Heated Pitot Operating Limits

olechap

I love flying!
Joined
Feb 3, 2013
Messages
1
I have a heated pitot AN5814-style (non-Dynon) on my RV-7. Recently while flying in -20C OAT, 150KIAS and light snow, my pitot line froze (had the pitot heat on since before takeoff). This has happened to me once before, and I thought it was just a fluke. When I slowed down and descended (guessing ~100KIAS, and -10C OAT) it unfroze and everything was normal. This made sense - lower heat load (airspeed & temp) required to do the thawing.

I am considering a replacement - and going to the Dynon Heated (to interface w/ my EFIS), but I'm afraid I'll still have this issue; granted it's rare that I fly this cold but I want to understand all limitations. I have tried to find typical ranges on exactly what a Pitot tube (any of them) can handle in terms of IAS & OAT, or how they're designed/tested, but have had no luck. Can anyone enlighten me to what the specs are of the Dynon heated probe (other than it draws x amps and is, indeed, heated)?

Thanks in advance!
 

Dynon

Dynon Staff
Staff member
Joined
Jan 14, 2013
Messages
14,232
Location
Woodinville, WA
I'm afraid we don't have those sort of flight performance specs available. Our heated pitot is designed to prevent icing of the pitot in IFR flight conditions, but we can't give you a threshold of moisture / ice / OAT / speed etc that it can cope with. It's broadly designed to serve our customer use case (small GA aircraft, not including flight into "known icing" like you might see from a very high end certified aircraft, etc), but we just don't have the data in the form that you're after.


= Work order =
Copy out all the lines of the data that hold the word "Nucleus".

Figure collection entries

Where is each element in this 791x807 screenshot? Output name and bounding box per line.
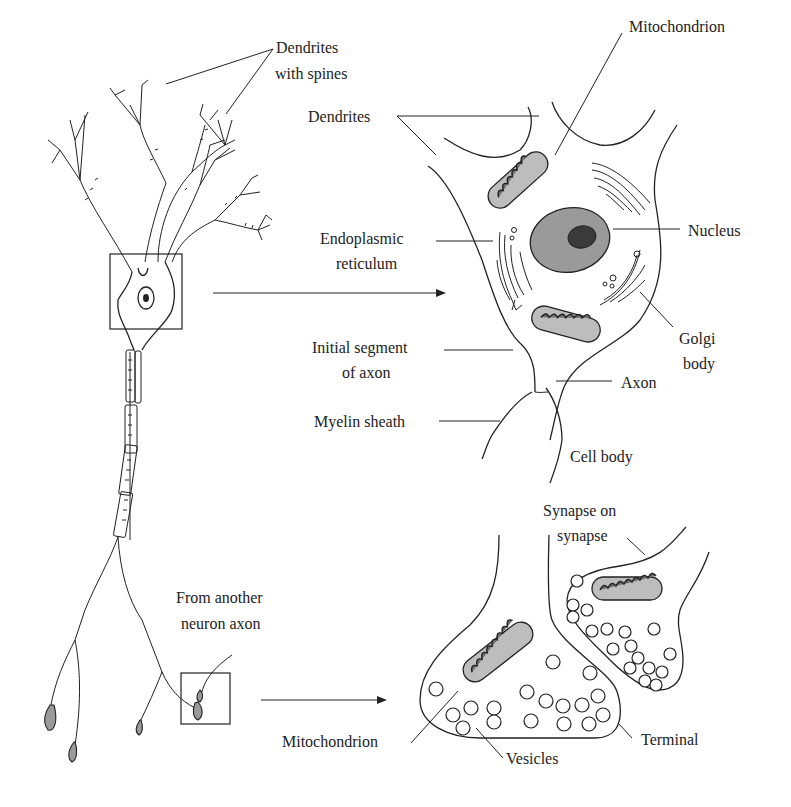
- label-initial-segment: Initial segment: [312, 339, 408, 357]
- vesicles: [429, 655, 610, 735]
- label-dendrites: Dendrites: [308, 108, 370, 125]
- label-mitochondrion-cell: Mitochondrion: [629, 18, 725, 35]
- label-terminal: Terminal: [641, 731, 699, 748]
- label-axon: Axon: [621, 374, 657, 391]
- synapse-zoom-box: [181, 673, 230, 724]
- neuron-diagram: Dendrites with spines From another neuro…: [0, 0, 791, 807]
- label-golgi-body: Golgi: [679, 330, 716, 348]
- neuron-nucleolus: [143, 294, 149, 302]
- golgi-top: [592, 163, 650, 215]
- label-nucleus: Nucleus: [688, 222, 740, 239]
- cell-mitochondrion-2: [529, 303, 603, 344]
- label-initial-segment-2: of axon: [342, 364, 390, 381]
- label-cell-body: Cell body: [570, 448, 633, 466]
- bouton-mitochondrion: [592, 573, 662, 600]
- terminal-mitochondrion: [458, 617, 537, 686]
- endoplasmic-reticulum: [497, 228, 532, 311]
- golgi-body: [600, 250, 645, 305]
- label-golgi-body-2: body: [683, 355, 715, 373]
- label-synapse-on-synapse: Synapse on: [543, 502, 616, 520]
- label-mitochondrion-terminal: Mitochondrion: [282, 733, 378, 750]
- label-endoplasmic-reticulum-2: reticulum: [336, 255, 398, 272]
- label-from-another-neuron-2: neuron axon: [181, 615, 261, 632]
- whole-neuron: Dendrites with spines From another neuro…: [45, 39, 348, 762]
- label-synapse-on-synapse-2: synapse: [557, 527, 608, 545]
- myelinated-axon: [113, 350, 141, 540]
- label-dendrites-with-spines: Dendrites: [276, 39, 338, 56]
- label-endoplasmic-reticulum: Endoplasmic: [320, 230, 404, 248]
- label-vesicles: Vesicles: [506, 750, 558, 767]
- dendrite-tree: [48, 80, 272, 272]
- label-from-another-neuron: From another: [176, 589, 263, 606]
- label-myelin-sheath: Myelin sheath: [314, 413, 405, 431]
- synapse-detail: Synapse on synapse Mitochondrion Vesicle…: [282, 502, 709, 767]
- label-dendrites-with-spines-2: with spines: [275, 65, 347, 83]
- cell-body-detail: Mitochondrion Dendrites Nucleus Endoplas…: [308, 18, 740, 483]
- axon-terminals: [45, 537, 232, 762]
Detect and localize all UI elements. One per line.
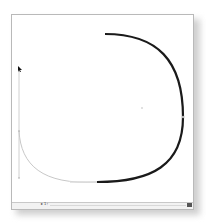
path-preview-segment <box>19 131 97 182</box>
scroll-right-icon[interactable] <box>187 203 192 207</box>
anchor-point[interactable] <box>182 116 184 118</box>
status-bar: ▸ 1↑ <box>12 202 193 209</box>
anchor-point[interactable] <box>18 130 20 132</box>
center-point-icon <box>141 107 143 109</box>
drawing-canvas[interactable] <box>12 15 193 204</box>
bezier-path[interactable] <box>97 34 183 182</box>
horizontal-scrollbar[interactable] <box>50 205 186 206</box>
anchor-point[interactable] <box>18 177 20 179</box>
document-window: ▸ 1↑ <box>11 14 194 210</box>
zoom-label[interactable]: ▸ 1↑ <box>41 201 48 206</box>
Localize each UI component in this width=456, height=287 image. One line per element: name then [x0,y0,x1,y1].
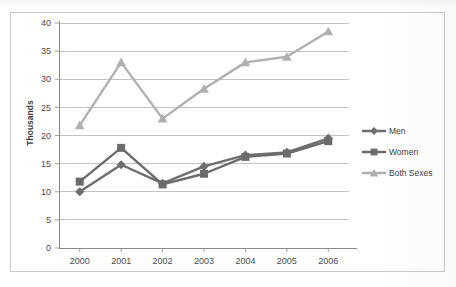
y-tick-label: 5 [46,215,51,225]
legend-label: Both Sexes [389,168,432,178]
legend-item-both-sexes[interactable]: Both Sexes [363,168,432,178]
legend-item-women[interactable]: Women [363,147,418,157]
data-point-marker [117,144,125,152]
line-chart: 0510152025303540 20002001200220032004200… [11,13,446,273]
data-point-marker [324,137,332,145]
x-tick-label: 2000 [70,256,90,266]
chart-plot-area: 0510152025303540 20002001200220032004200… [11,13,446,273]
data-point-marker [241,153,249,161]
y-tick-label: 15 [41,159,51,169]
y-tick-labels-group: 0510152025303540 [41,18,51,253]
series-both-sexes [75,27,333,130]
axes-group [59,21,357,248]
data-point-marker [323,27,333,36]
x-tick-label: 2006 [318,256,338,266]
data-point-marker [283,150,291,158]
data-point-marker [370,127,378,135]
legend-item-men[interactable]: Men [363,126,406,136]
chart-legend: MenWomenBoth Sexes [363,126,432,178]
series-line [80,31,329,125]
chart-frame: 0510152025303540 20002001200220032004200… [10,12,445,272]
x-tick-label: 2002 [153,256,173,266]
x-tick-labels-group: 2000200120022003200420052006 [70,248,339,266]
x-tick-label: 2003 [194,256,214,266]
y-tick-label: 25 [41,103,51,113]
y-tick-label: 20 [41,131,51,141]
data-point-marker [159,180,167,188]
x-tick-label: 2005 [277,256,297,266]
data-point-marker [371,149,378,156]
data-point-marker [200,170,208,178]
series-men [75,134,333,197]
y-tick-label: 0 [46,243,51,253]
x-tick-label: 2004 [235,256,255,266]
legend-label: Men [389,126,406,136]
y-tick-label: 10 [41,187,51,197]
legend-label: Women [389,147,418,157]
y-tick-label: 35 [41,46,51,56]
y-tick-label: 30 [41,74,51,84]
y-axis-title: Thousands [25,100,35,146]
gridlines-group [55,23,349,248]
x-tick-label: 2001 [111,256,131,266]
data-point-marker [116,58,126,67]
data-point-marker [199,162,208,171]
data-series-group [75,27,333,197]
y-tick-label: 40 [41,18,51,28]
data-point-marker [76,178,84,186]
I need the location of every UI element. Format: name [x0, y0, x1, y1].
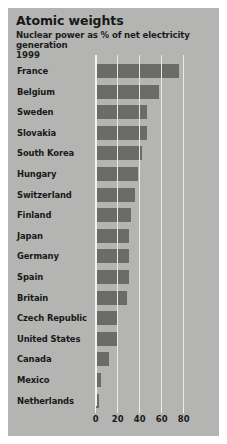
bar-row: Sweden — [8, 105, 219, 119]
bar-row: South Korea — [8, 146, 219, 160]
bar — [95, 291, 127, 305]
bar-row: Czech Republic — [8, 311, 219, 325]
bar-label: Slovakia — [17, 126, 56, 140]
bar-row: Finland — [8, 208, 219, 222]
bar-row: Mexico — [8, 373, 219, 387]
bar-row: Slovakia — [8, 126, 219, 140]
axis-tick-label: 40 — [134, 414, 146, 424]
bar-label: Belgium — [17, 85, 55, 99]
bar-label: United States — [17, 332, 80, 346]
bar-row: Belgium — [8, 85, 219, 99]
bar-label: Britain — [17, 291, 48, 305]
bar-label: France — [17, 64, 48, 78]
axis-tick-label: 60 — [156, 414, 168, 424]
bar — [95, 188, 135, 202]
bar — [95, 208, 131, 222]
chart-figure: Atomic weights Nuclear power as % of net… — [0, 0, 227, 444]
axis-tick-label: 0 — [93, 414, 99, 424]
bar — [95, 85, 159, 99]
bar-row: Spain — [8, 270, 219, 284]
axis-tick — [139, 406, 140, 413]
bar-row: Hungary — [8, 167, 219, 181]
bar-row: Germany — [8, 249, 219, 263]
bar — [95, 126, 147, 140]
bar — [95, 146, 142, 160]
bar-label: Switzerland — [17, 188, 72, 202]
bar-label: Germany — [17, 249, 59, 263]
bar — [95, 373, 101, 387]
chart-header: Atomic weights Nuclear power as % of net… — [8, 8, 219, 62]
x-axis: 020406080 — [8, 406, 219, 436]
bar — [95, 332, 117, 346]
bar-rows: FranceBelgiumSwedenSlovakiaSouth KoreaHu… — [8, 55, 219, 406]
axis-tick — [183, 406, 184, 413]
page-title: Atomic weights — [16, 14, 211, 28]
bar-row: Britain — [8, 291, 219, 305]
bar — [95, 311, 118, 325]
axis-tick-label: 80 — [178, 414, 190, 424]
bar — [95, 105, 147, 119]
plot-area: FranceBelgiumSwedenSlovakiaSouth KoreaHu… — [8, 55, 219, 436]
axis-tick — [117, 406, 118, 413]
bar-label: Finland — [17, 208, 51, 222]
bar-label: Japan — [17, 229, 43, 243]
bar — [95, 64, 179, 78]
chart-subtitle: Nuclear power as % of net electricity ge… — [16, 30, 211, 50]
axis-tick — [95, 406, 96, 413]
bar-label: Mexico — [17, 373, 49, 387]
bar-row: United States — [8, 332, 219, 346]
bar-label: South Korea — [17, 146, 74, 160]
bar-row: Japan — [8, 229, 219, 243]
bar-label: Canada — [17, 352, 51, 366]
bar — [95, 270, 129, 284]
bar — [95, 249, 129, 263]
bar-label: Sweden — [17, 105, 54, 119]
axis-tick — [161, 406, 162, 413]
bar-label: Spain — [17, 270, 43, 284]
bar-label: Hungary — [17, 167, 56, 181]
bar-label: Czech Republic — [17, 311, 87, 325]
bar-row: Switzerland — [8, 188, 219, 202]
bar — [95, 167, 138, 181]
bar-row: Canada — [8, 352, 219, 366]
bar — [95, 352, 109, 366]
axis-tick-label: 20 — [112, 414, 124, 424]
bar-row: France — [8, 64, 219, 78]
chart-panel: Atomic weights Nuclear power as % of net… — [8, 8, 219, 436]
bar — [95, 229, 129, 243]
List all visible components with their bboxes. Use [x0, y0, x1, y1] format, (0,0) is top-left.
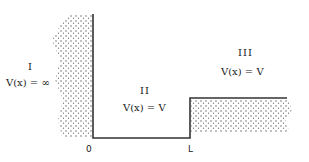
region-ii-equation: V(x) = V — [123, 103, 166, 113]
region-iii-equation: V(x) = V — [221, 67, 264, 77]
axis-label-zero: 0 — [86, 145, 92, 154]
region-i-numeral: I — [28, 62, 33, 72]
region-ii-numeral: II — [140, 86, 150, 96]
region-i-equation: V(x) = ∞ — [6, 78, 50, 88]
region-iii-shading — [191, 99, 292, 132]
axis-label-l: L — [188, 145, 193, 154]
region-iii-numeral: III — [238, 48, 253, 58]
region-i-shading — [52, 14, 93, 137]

= Exercise solution =
- label-nucleus: Nucleus: [688, 222, 740, 239]
- cell-body-detail: Mitochondrion Dendrites Nucleus Endoplas…: [308, 18, 740, 483]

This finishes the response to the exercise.